Updated: Oct. 23, 2023, at 9:16 p.m.
The Student Association Senate passed a bill earlier this month that will make it easier for graduate students to form governing bodies under the SA.
Student leaders across the SA and the Student Bar Association said the Graduate Student Support Act will bolster graduate student involvement and ensure their student organizations have greater control over fund allocations to their organizations. Graduate and professional students who support the initiative said the bill will allow for greater graduate student representation in leadership and reduce fears that the SA won’t appropriately represent their voices.
Under the current system, the SA allocates funds to all undergraduate and graduate student organizations, except the SBA, which is the only chartered graduate student governing body. For the 2023-24 academic year, the SA gave the SBA $194,997 for the SBA to allocate to law student organizations in a separate allocations process.
The bill’s sponsor, SA Senate Chairperson Pro Tempore Amy Cowley, said she created the bill because she heard the School of Business’ MBA Association — an organization that represents Master of Business Administration students — is hoping to represent all GWSB graduate students. She said the MBAA tried to expand its representation last year, but the MBAA organization’s formation stalled the process because it lacked the authority to change its structure.

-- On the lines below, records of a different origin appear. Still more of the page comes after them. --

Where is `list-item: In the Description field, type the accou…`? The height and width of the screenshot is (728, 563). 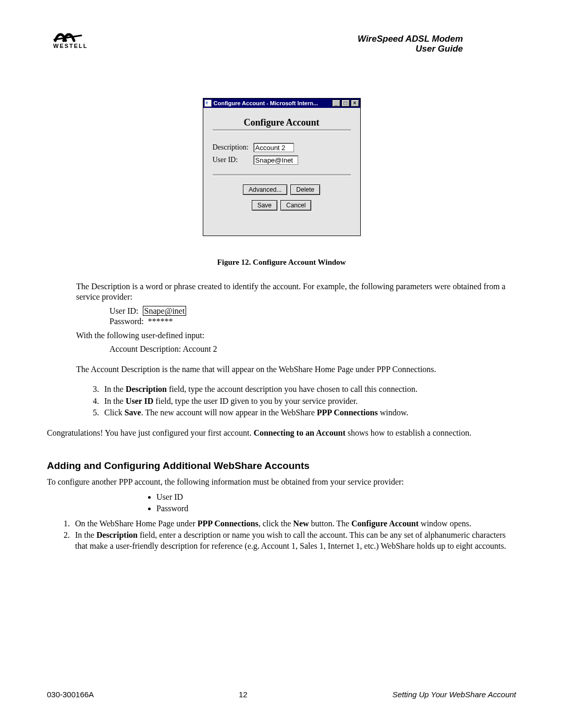 list-item: In the Description field, type the accou… is located at coordinates (309, 389).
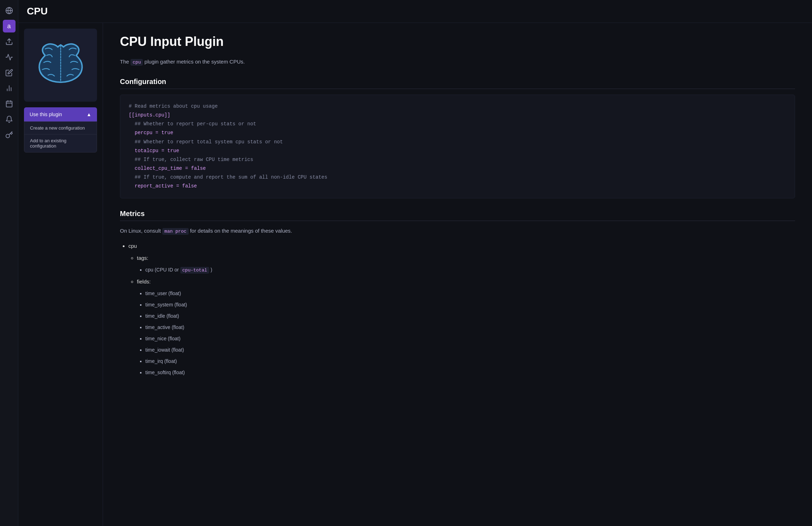 The height and width of the screenshot is (526, 812). Describe the element at coordinates (89, 114) in the screenshot. I see `chevron-up-icon: ▲` at that location.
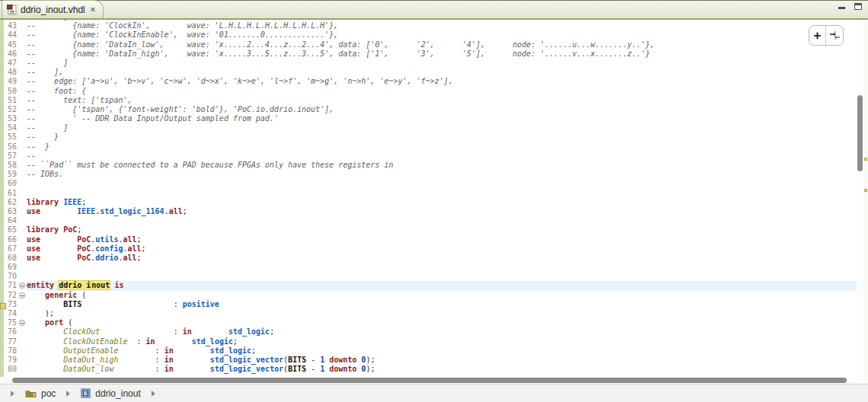 The height and width of the screenshot is (402, 868). What do you see at coordinates (9, 119) in the screenshot?
I see `line-number: 53` at bounding box center [9, 119].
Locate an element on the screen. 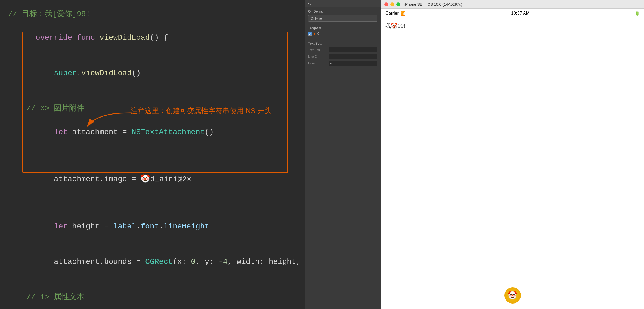 Image resolution: width=644 pixels, height=309 pixels. only-re-input: Only re is located at coordinates (343, 18).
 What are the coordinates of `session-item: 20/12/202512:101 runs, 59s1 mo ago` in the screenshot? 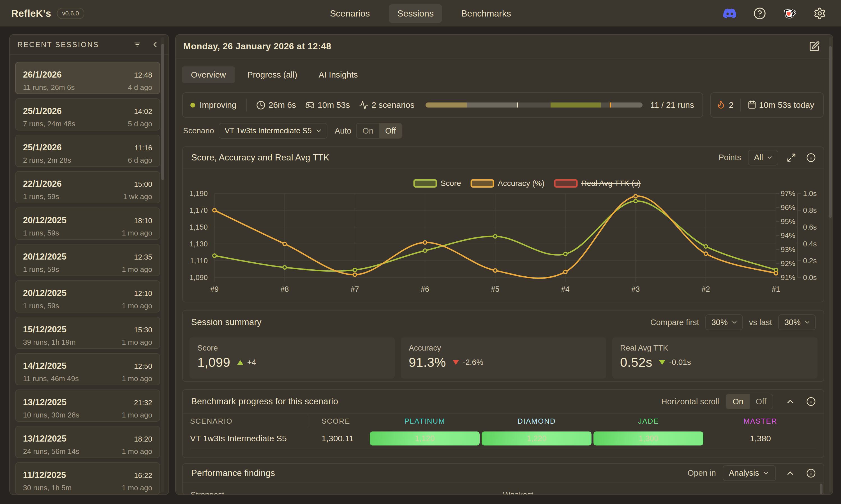 It's located at (88, 296).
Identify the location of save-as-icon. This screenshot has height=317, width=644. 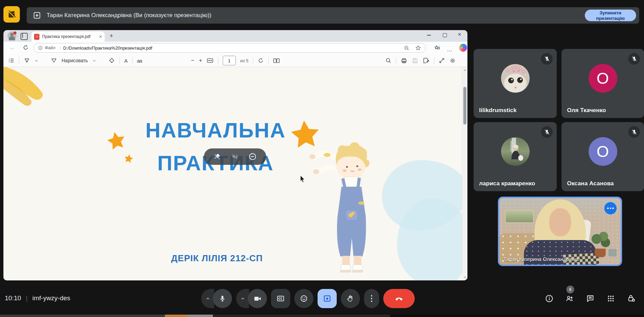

Cowley said the new legislation creates a road map for the MBAA to expand to begin governing the entire business school.
“They were kind of the drivers of us realizing this is a major blind spot that we don’t know because all these umbrella orgs were set up in a way that doesn’t give them the ability to change themselves,” Cowley said.
Cowley said 5 percent of the 1,473 GWSB graduate students — or 74 people — must sign a petition by January or February requesting the change to a school-wide governing body. Once they reach the signature threshold, GWSB graduate students will vote on a referendum on the SA 2024 election ballot on whether to finalize the change.

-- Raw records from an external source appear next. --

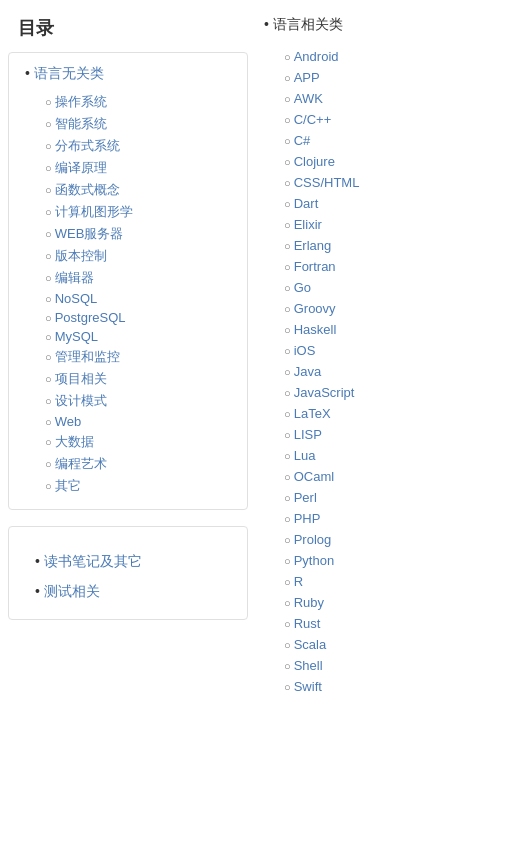 Image resolution: width=531 pixels, height=842 pixels. I want to click on list-item: Perl, so click(404, 498).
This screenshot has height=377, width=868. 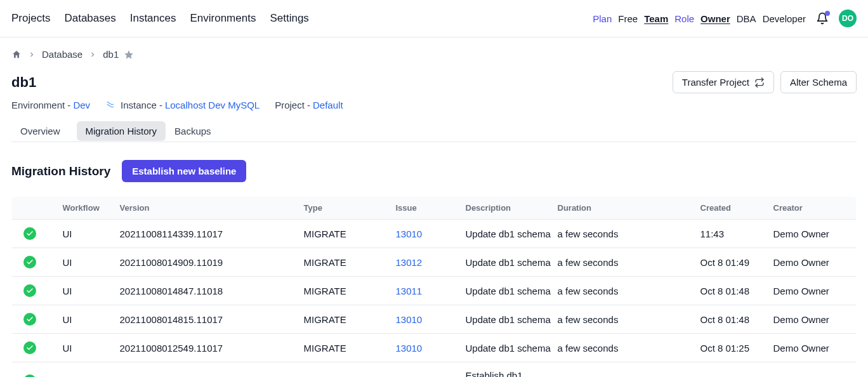 I want to click on dba-link: DBA, so click(x=746, y=19).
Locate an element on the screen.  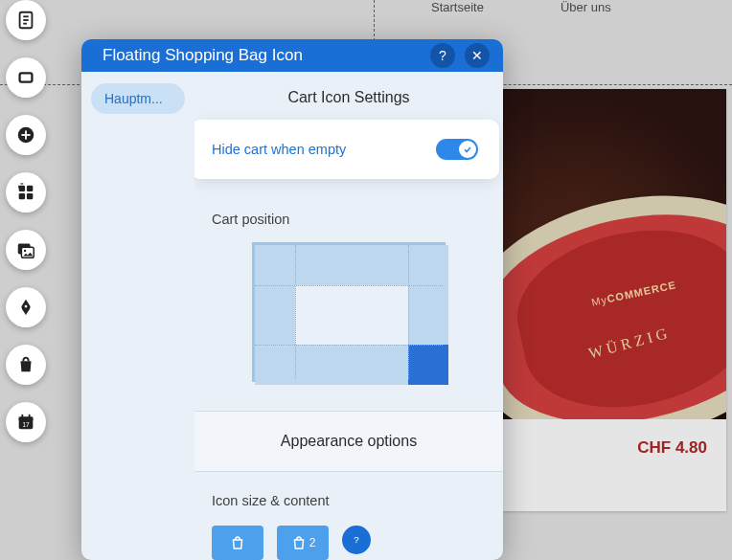
icon-option-help: ? is located at coordinates (356, 540).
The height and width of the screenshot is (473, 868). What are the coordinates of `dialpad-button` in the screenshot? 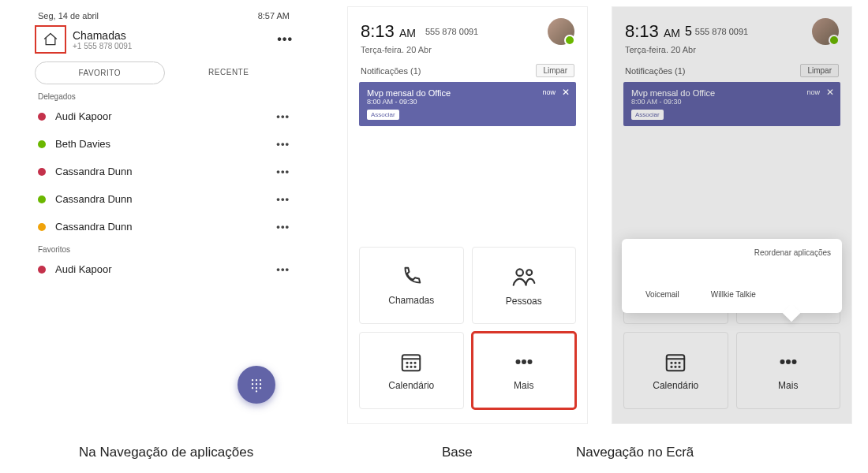 It's located at (256, 385).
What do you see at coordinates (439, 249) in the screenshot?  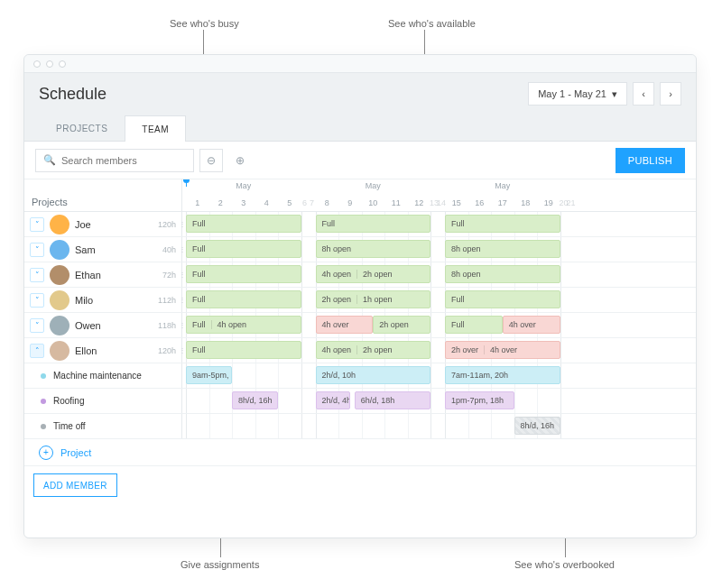 I see `member-timeline: Full8h open8h open` at bounding box center [439, 249].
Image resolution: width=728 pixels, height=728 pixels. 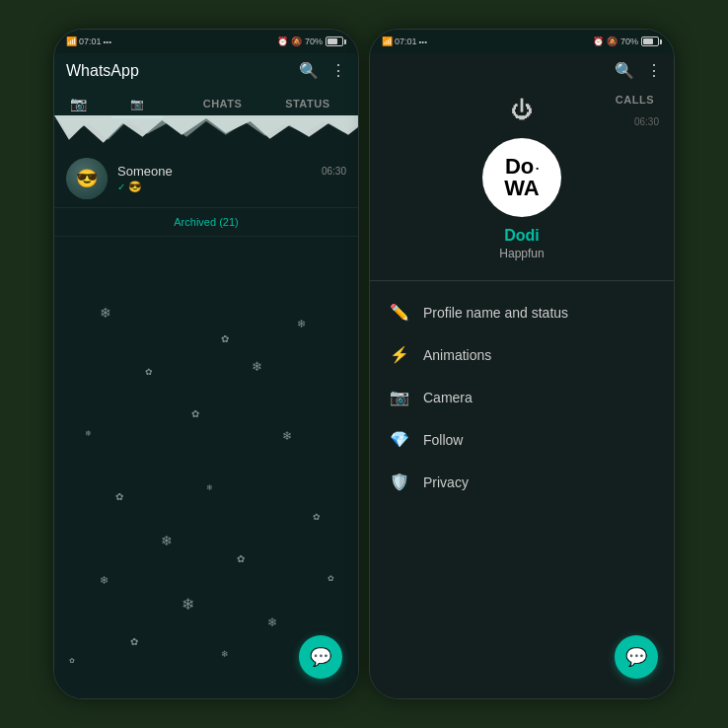 I want to click on battery-percent-r: 70%, so click(x=629, y=41).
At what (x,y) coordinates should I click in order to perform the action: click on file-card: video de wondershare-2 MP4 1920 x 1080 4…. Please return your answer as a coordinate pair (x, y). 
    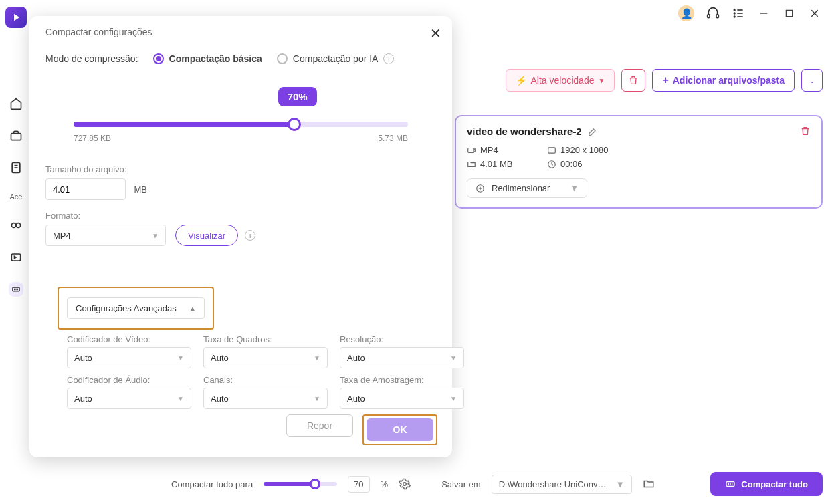
    Looking at the image, I should click on (639, 162).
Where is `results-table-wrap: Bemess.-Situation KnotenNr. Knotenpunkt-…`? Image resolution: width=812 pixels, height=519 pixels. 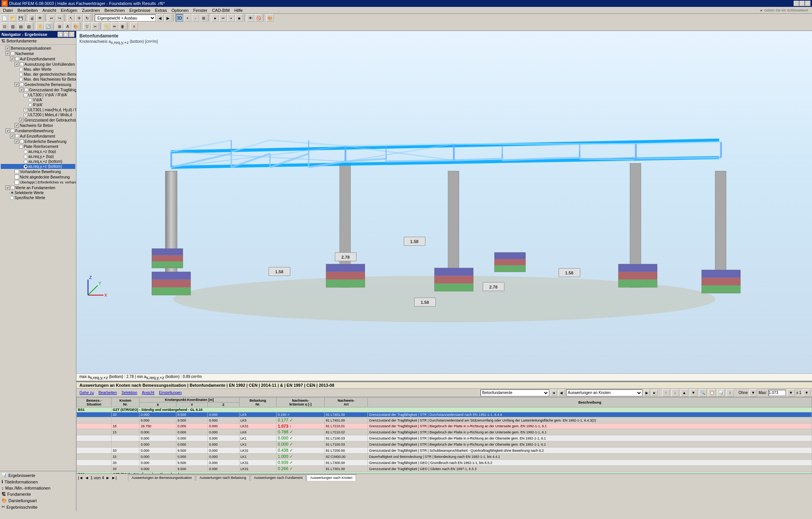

Cowley said the GWSB graduate governing body will create its charter under the SA after the SA Senate and the dean of GWSB approve the measure. She said the GWSB is the only graduate school that has already taken steps toward creating a governing body, but she has also reached out to the governing body of the Elliott School of International Affairs’ graduate students to make them aware of the new bill.
“Right now, it’s only the School of Business that’s been actively pursuing it,” Cowley said. “But I think once we get the word out, that could change.”
SBA President Shallum Atkinson said he would like to see more graduate schools have graduate governing bodies under the SA like the SBA. He said the SBA can better direct SA funds to law student organizations than the SA Senate because those senators are removed from the law student experience.
“It’s a very unique situation when you feel like the undergraduate student organization or students are dictating what graduate students are doing,” Atkinson said. “We have very different experiences and are in a different place in our life.”
One of the bill’s co-sponsors, SA Sen. Simon Patmore-Zarcone (Law-G), said the SBA fosters “program-specific engagement” throughout the law school and that additional graduate governing bodies would drive similar engagement among other graduate students, who make up more than half of the total student population at GW.
“If those organizations had to apply to the SA Finance Committee for general allocation and co-sponsorship, I’m not sure that they would receive as robust funding and consequently, I don’t think that the engagement with students would be good,” Patmore-Zarcone said.
The bill will require SA senators who represent graduate schools in the SA to also be representatives within their new graduate governing body. SA Vice President Demetrius Apostolis said this will foster connection between the SA and new governing bodies.
“What that will do is allow the graduate umbrella orgs to connect directly with the Student Association, hearing real-time feedback so that we can really address some more of those concerns that we don’t always hear about since we’re not graduate students,” Apostolis said.
Munya Kaudani, a first-year master’s student studying electrical engineering, said the bill could help engineering-based student organizations, especially ones that build machines, in advocating for resources that the SA Senate may be less familiar with.
“If there was a body that was more engineering-focused, it would benefit all the organizations that are under engineering as opposed to having one general body,” Kaudani said. “The prioritization of things, maybe they may not see things from an engineering point of view and they might not understand what is required to be able to set up an engineering project from start to finish.”
Lucas Chandler, a third-year doctoral student studying theoretical nuclear physics, said in a message that allowing groups of people to self-govern is beneficial in general, adding that he could see how the bill might be useful in getting more graduate students to feel more connected.
John Van Fossen, a first-year master’s student studying environmental resource policy, said increased representation in any form is a good thing, whether it’s for undergraduates or graduates.
“It’s a step in the right direction if they’re trying to include as many voices as they can, graduate versus undergraduate,” Van Fossen said.
This post was updated to correct the following:
The Hatchet incorrectly reported that Patmore-Zarcone serves on the SA and the SBA. Patmore-Zarcone is only a senator on the SA. We regret this error.